The world will be destroyed in four days, apparently, and to prepare for this, Brendan is wearing a stylish green velour suit, Richard has gathered his hair in a delightful side ponytail, and Nathan has just really let himself go. It’s Four to Doomsday.
Buy the story!
Four to Doomsday was released on DVD in 2008 in the UK and Australia, and in 2009 in the US. (Amazon US) (Amazon UK).
Notes and links
Fans of Philip Locke, who plays Bigon in this story, will enjoy his performances in three episodes of The Avengers: From Venus with Love, Mandrake and The Frighteners, which also featured Stratford Johns, who plays Monarch in this story. Horrifyingly, Philip Locke also plays creepy sexless henchmen Vargas in Thunderball.
Much like the Urbankans, cane toads were introduced into Australia to control the grey-backed cane beetle. As usual, this didn’t go well.
This YouTube video includes every utterance of the words “some kind of”, “some sort of” or “some type of” in Star Trek: Voyager. There are 393, for God’s sake.
We’re tremendously proud of Brendan’s latest video project, Doctor Who in 10 seconds, in which he flies through entire seasons of Doctor Who, hilariously summarising each story in no more than 10 seconds. Enjoy the spectacle by checking out the playlist on YouTube.
Bondfinger
While you wait for next weekend’s commentary podcast on The Spy Who Loved Me, why not enjoy our previous commentary podcasts on all of the preceding Bond films, including The Man with the Golden Gun, On Her Majesty’s Secret Service and Dr. No? You can find these commentaries on our website, and you can keep up with all the Bondfinger news on Twitter and Facebook.
We said goodbye to Tom last week, and so this week all four of us are here to discuss Pete’s first story, set on a delightfully bucolic planet in the Phylox series.

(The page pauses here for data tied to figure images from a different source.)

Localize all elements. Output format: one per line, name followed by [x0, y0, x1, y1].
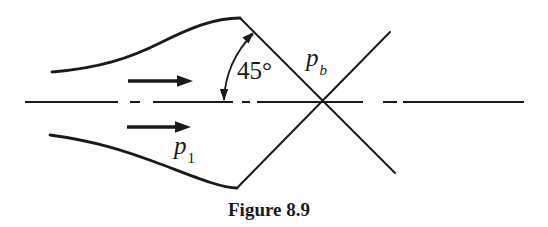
inlet-pressure-subscript: 1	[188, 150, 196, 166]
inlet-pressure-symbol: p	[174, 132, 187, 159]
upper-nozzle-contour	[52, 18, 240, 72]
arc-arrowhead-bottom-icon	[220, 89, 228, 101]
back-pressure-label: pb	[306, 44, 326, 72]
arc-arrowhead-top-icon	[243, 32, 255, 44]
nozzle-flow-drawing	[0, 0, 548, 227]
upper-flow-arrow-icon	[177, 75, 193, 87]
lower-nozzle-contour	[50, 135, 237, 188]
figure-8-9-diagram: 45° pb p1 Figure 8.9	[0, 0, 548, 227]
angle-value-label: 45°	[237, 57, 272, 85]
upper-lip-shock-line	[240, 18, 395, 173]
back-pressure-subscript: b	[320, 62, 328, 78]
figure-caption: Figure 8.9	[228, 199, 310, 221]
back-pressure-symbol: p	[306, 44, 319, 71]
inlet-pressure-label: p1	[174, 132, 194, 160]
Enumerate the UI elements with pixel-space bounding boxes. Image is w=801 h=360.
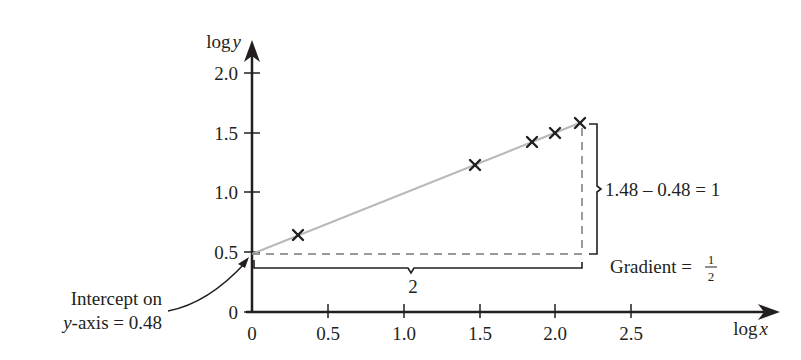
y-tick-0: 0 <box>229 302 239 323</box>
run-label: 2 <box>408 276 418 297</box>
x-tick-0-5: 0.5 <box>316 323 340 344</box>
gradient-label: Gradient = <box>610 256 692 277</box>
svg-text:2: 2 <box>708 269 715 284</box>
rise-label: 1.48 – 0.48 = 1 <box>605 179 720 200</box>
y-tick-2-0: 2.0 <box>214 63 238 84</box>
svg-text:1: 1 <box>708 252 715 267</box>
y-axis: 0 0.5 1.0 1.5 2.0 logy <box>206 31 260 323</box>
intercept-label-line2: y-axis = 0.48 <box>61 312 162 333</box>
gradient-fraction: 1 2 <box>705 252 717 284</box>
data-point-marker-icon <box>470 160 480 170</box>
y-axis-title: logy <box>206 31 241 52</box>
data-point-marker-icon <box>575 118 585 128</box>
intercept-label-line1: Intercept on <box>71 288 163 309</box>
rise-brace <box>589 124 601 254</box>
x-tick-0: 0 <box>247 323 257 344</box>
data-point-marker-icon <box>527 137 537 147</box>
log-log-graph: 0 0.5 1.0 1.5 2.0 logy 0 0.5 1.0 1.5 2.0… <box>0 0 801 360</box>
data-point-marker-icon <box>550 128 560 138</box>
x-tick-2-5: 2.5 <box>619 323 643 344</box>
run-brace <box>254 260 582 273</box>
intercept-arrow-head-icon <box>238 257 249 268</box>
y-tick-1-5: 1.5 <box>214 123 238 144</box>
x-axis: 0 0.5 1.0 1.5 2.0 2.5 logx <box>246 304 780 344</box>
x-axis-title: logx <box>733 318 768 339</box>
y-tick-1-0: 1.0 <box>214 182 238 203</box>
x-tick-1-5: 1.5 <box>468 323 492 344</box>
y-tick-0-5: 0.5 <box>214 242 238 263</box>
x-tick-2-0: 2.0 <box>543 323 567 344</box>
x-tick-1-0: 1.0 <box>392 323 416 344</box>
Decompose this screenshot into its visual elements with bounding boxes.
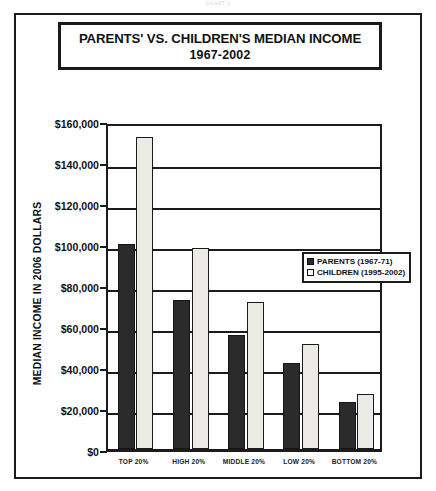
legend-item: PARENTS (1967-71) xyxy=(307,256,405,267)
top-caption: CHART 1 xyxy=(0,0,436,6)
x-tick-label: HIGH 20% xyxy=(172,458,205,465)
bar-parents xyxy=(228,335,245,449)
x-tick-label: LOW 20% xyxy=(283,458,315,465)
chart-figure: CHART 1 PARENTS' VS. CHILDREN'S MEDIAN I… xyxy=(0,0,436,491)
legend-swatch-children-icon xyxy=(307,269,314,276)
chart-title-box: PARENTS' VS. CHILDREN'S MEDIAN INCOME 19… xyxy=(58,22,382,70)
bar-parents xyxy=(339,402,356,449)
bar-children xyxy=(247,302,264,449)
bar-parents xyxy=(283,363,300,449)
bar-parents xyxy=(118,244,135,449)
bar-children xyxy=(302,344,319,449)
x-tick-label: MIDDLE 20% xyxy=(223,458,265,465)
x-tick-label: BOTTOM 20% xyxy=(332,458,377,465)
legend-label: CHILDREN (1995-2002) xyxy=(317,267,405,278)
chart-legend: PARENTS (1967-71)CHILDREN (1995-2002) xyxy=(302,252,411,283)
legend-item: CHILDREN (1995-2002) xyxy=(307,267,405,278)
legend-swatch-parents-icon xyxy=(307,258,314,265)
bar-children xyxy=(192,248,209,449)
legend-label: PARENTS (1967-71) xyxy=(317,256,392,267)
bar-children xyxy=(357,394,374,449)
chart-title-line1: PARENTS' VS. CHILDREN'S MEDIAN INCOME xyxy=(79,31,361,46)
x-tick-label: TOP 20% xyxy=(119,458,149,465)
y-axis-title: MEDIAN INCOME IN 2006 DOLLARS xyxy=(32,179,43,409)
plot-area xyxy=(106,124,382,452)
bar-children xyxy=(136,137,153,449)
bar-parents xyxy=(173,300,190,449)
chart-title-line2: 1967-2002 xyxy=(189,48,250,62)
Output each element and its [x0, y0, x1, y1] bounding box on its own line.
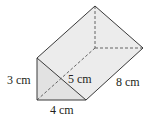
height-label: 3 cm — [7, 74, 31, 86]
triangular-prism-diagram — [0, 0, 151, 121]
length-label: 8 cm — [116, 76, 140, 88]
hypotenuse-label: 5 cm — [68, 73, 92, 85]
base-label: 4 cm — [50, 104, 74, 116]
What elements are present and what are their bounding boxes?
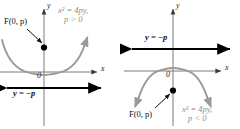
origin-label: 0: [166, 71, 170, 79]
parabola-figure: F(0, p) x² = 4py, p > 0 y = −p x y 0: [0, 0, 240, 129]
x-axis-label: x: [101, 65, 105, 73]
parabola-arrow-left: [135, 97, 139, 107]
parabola-panel-up: F(0, p) x² = 4py, p > 0 y = −p x y 0: [0, 0, 120, 129]
directrix-label: y = −p: [13, 89, 35, 98]
focus-leader-line: [27, 29, 42, 43]
equation-label: x² = 4py, p < 0: [182, 105, 212, 123]
origin-label: 0: [37, 72, 41, 80]
equation-line-2: p < 0: [182, 114, 212, 123]
directrix-label: y = −p: [145, 33, 167, 42]
focus-point: [41, 44, 47, 50]
y-axis-label: y: [176, 2, 180, 10]
y-axis-label: y: [47, 2, 51, 10]
focus-label: F(0, p): [129, 110, 152, 119]
focus-label: F(0, p): [4, 17, 27, 26]
focus-point: [170, 87, 176, 93]
equation-label: x² = 4py, p > 0: [58, 6, 88, 24]
focus-leader-line: [155, 94, 170, 108]
equation-line-2: p > 0: [58, 15, 88, 24]
x-axis-label: x: [225, 64, 229, 72]
parabola-panel-down: y = −p F(0, p) x² = 4py, p < 0 x y 0: [120, 0, 240, 129]
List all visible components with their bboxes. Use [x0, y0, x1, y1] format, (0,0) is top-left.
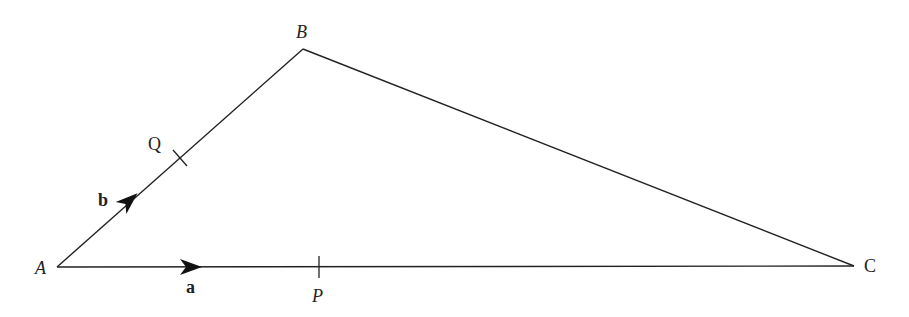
side-ac	[57, 266, 854, 267]
label-a-vertex: A	[34, 258, 47, 278]
triangle-diagram: A B C Q P a b	[0, 0, 909, 317]
label-c-vertex: C	[864, 256, 876, 276]
side-bc	[303, 49, 854, 266]
label-p-point: P	[311, 286, 323, 306]
label-q-point: Q	[148, 134, 161, 154]
tick-q	[173, 150, 187, 166]
label-vector-a: a	[186, 277, 195, 297]
label-b-vertex: B	[296, 22, 307, 42]
vector-b-arrow-icon	[116, 187, 143, 214]
label-vector-b: b	[98, 190, 108, 210]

Time to dress up like a cricketer and lock yourself in a small cupboard — it’s Castrovalva.
Buy the story!
Castrovalva was released on DVD in 2007. In the US, it was available on its own (Amazon US), but, again, in the UK and Australia, it was part of the New Beginnings box set, which also included The Keeper of Traken and Logopolis (Amazon UK).
We first mentioned the Bechdel Test in Episode 27. Does this story feature a scene where two named women have a discussion that isn’t about a man?
We’ve mentioned it a couple of times before, and it’s just excellent, so we’ll mention it again: Blue Box Boy, in which Matthew Waterhouse tells the story of his childhood as a Doctor Who fan, his time on the show, and his subsequent life on the convention circuit. (Amazon US) (Amazon UK) (Amazon AU)
Like Todd, you can impress your friends with an encyclopedic knowledge of Doctor Who’s ratings throughout history by consulting this handy guide on the Doctor Who News website.
Fans of lightning-fast summaries of the stories of the William Hartnell Era will enjoy Doctor Who in 10 Seconds, in which the lovely Brendan summarises Doctor Who stories with considerable wit, verve and rhythm. And you even get to see him dance in the outtakes. Enjoy the spectacle by subscribing on YouTube.
Bondfinger
Our tenth commentary track on the Bond films is now up: it’s The Man with the Golden Gun. Okay, it’s not the best Bond film (be quiet, Nathan), but it’s quite a Rogertaining episode of Bondfinger. Other commentaries are also available, starting with Dr. No and even including the inexplicable 1967 film Casino Royale. You can find these commentaries on our website, and you can keep up with all the Bondfinger news on Twitter and Facebook.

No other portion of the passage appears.